While South Africa has some advantages — it’s size, local expertise, a strong banking system lower currency risks —other countries can learn from their example, he said. Governments need to put together commercial documentation that makes sense, provide clarity around the off taker and how it works, needs to abide by international arbitration and devise a transparent and open bidding process that sticks to a set schedule, Smith added.

Working together

Since Power Africa was launched, a bevy of other organizations focused on electrifying the continent have emerged and the initiative has amassed some 120 partners, including the African Development Bank, the World Bank, the Swedish International Development Cooperation Agency, the Norwegian government and many private developers, financiers and foundations. Managing that many groups is not always easy.
Coordination amongst the donor and development finance institution community takes long, patient conversations, and some head banging, Ferguson said.
“There's politics and good intent and different organizations with their own mandates,” he said. “It is not all perfectly coordinated. Lots of sensible people, but still those conversations have to be had.”

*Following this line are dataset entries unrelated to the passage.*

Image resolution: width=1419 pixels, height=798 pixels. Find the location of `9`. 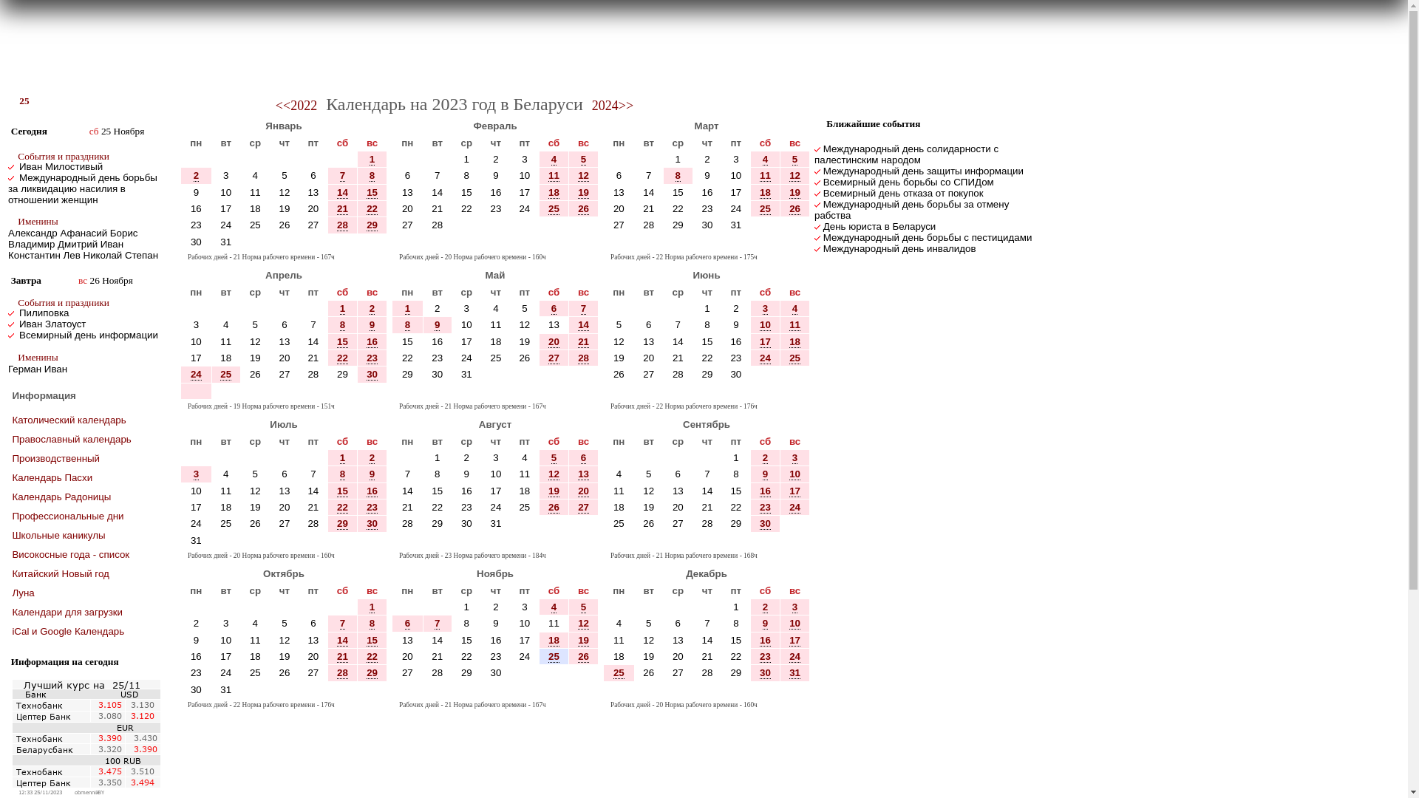

9 is located at coordinates (766, 474).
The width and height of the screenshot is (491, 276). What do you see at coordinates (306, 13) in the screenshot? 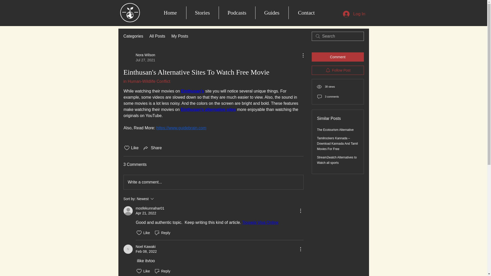
I see `Noel Kawaki` at bounding box center [306, 13].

Herscowitz said he is proud of the initiative's efforts, especially in bringing the various actors together. The level of coordination among the donor organizations is “unprecedented,” he said, citing the example of household solar, where Power Africa, the AfDB and the U.K. Department for International Development got together to discuss their work on in the space and decided to have DfID take the lead. That cooperation helped shape what U.K.’s Energy Africa initiative does, Herscowitz said.  
There are organizations stepping up to lead on other issues as well, like the World Bank and AfDB on grid rollout, organizations like the U.S. Trade Development Agency on project preparation, and the IFC on grid-level solar.

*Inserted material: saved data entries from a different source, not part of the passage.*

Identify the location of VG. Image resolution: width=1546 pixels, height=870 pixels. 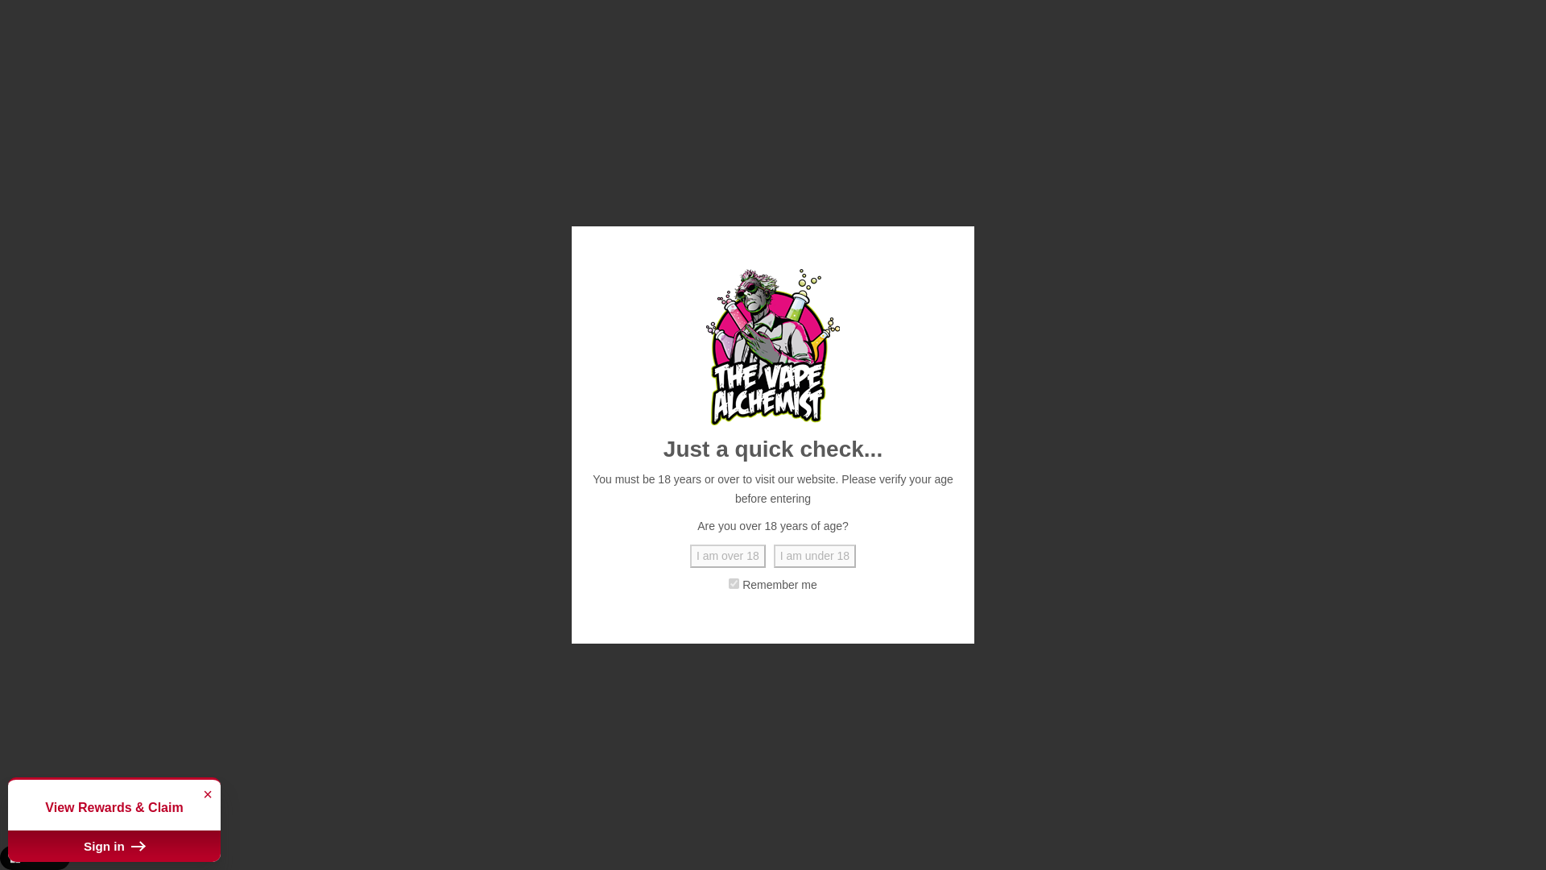
(269, 821).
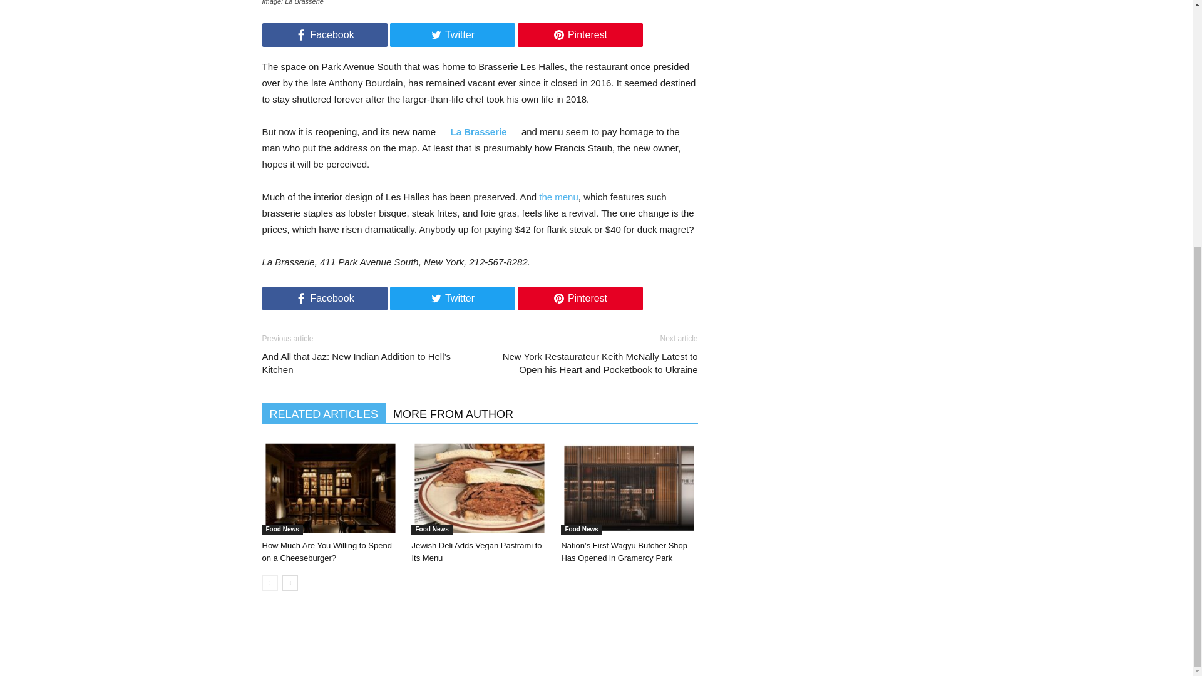  I want to click on Twitter, so click(452, 34).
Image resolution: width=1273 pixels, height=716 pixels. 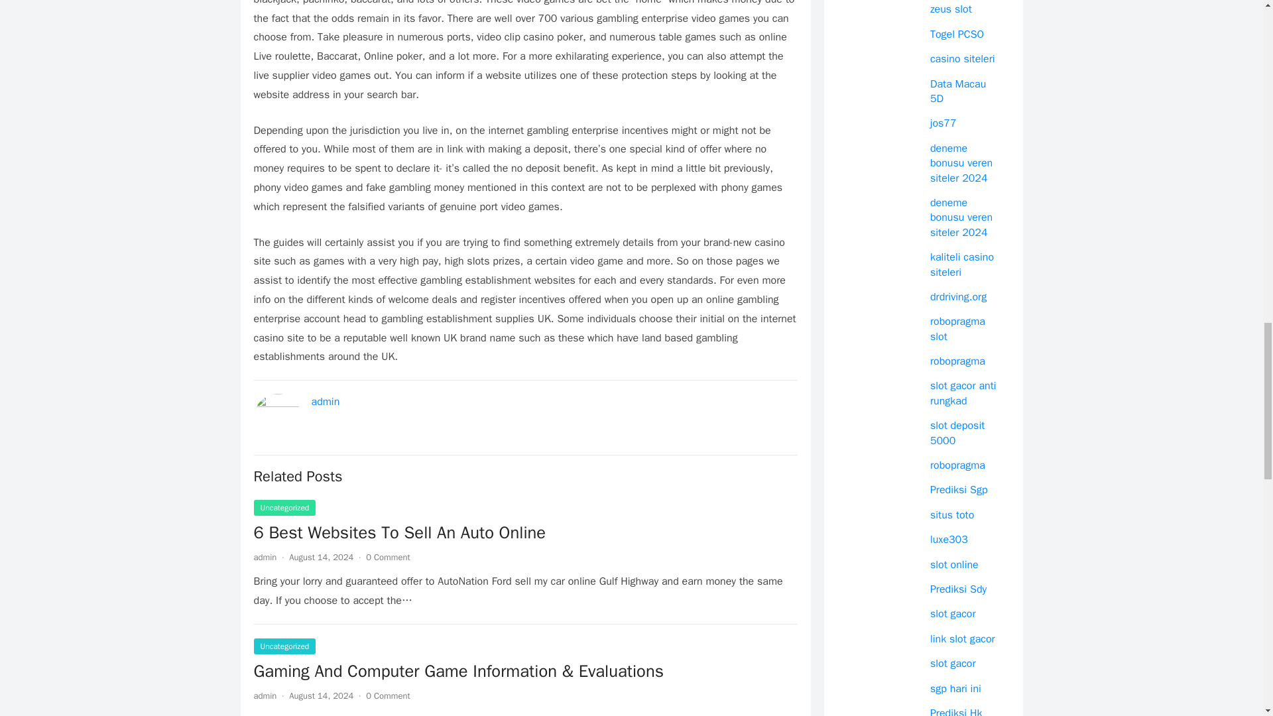 What do you see at coordinates (265, 696) in the screenshot?
I see `admin` at bounding box center [265, 696].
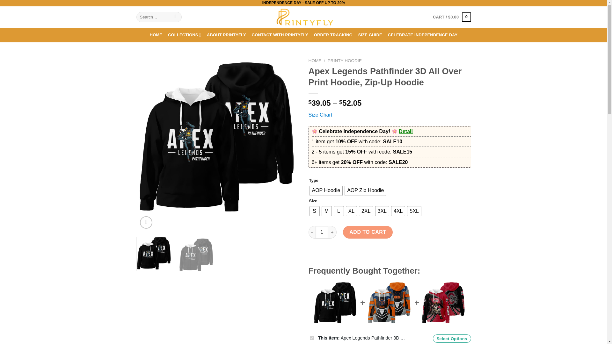  Describe the element at coordinates (320, 115) in the screenshot. I see `Size Chart` at that location.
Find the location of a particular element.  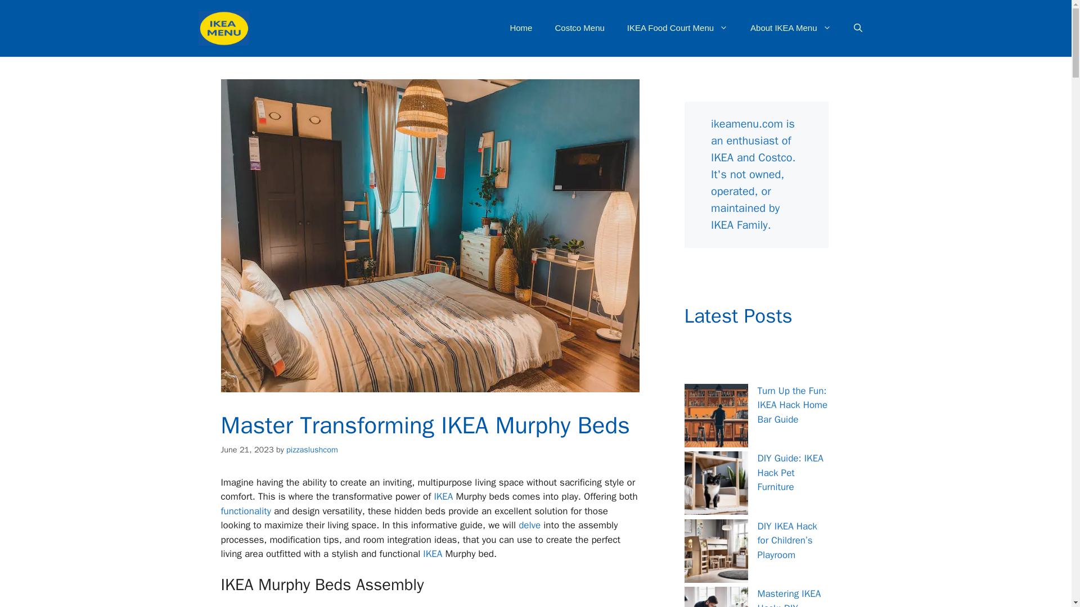

delve is located at coordinates (529, 525).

With so many players, determining how each player slots in and where donor and DFI capital should be used is important.  

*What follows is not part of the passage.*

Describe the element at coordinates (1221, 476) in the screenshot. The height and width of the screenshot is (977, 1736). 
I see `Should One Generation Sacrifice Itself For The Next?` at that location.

The IFC’s Scaling Solar initiative, for example, emerged to fill a gap in helping to structure and simplify the process of developing grid-connected solar projects. The program developed a template process and document set to help a government run through a process determining how much solar they want on their grid, where it should go, if appropriate sites can be developed and how it could run a competitive process to identify an independent power producer.
“Scaling Solar is designed with collaboration in that donor and DFI ecosystem in mind,” Ferguson said.
Governments will need help paying for advisory work and in financing the projects themselves, which is where donors can step in. For example, in Zambia, the first country to sign on to Scaling Solar, DfID and Power Africa are helping pay for advisory costs.
Donor financing helped many of the rapidly expanding home solar companies get off the ground — one of the most exciting development to Herscowitz personally. Super-efficient fans, irons and televisions are allowing off-grid customers to “live an on-grid life,” he said, which can change the market and impact the climate change discussion.
“Donors and public money is limited and precious and, I would argue, should be targeted where you can’t attract private capital — transmission lines, distribution companies, public utilities, all of those things that you can't attract private capital for,” Ferguson said.
But every market where Power Africa is tracking deals has some role for the public sector to play — its role is to “bridge market imperfections,” test new models and get first-of-a-kind deals done, Herscowitz said.

How well Power Africa picks the places or types of projects it invests in and how that translates to achieving its goals will certainly be measured against the roadmap, which may well serve as a blueprint as the U.S. and its big coalition of partners work to push things along.